- **Supplied information**:
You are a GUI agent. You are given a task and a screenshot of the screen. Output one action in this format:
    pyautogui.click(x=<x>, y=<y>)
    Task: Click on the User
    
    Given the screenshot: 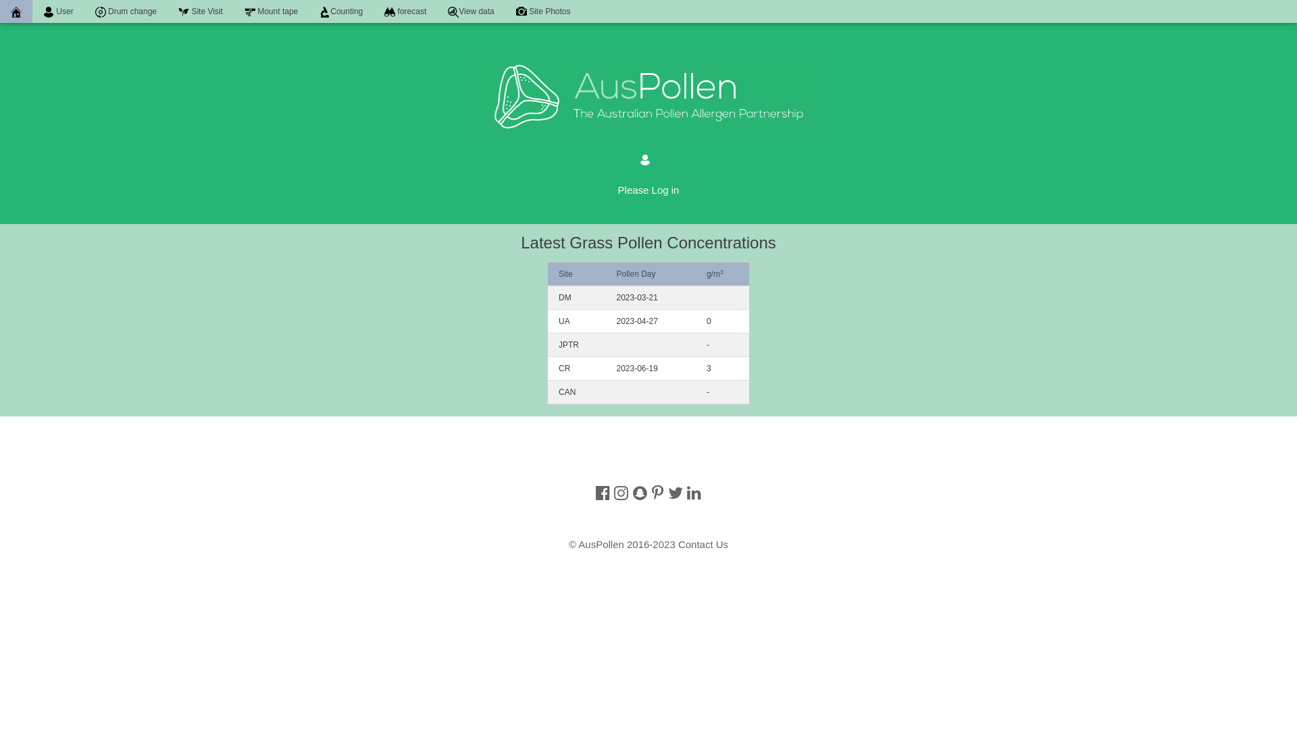 What is the action you would take?
    pyautogui.click(x=58, y=11)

- **Directions**:
Print, unaltered, every line from the beginning of the material down to the line with "Task: Click on the User".

- **Finished exercise**:
You are a GUI agent. You are given a task and a screenshot of the screen. Output one action in this format:
    pyautogui.click(x=<x>, y=<y>)
    Task: Click on the User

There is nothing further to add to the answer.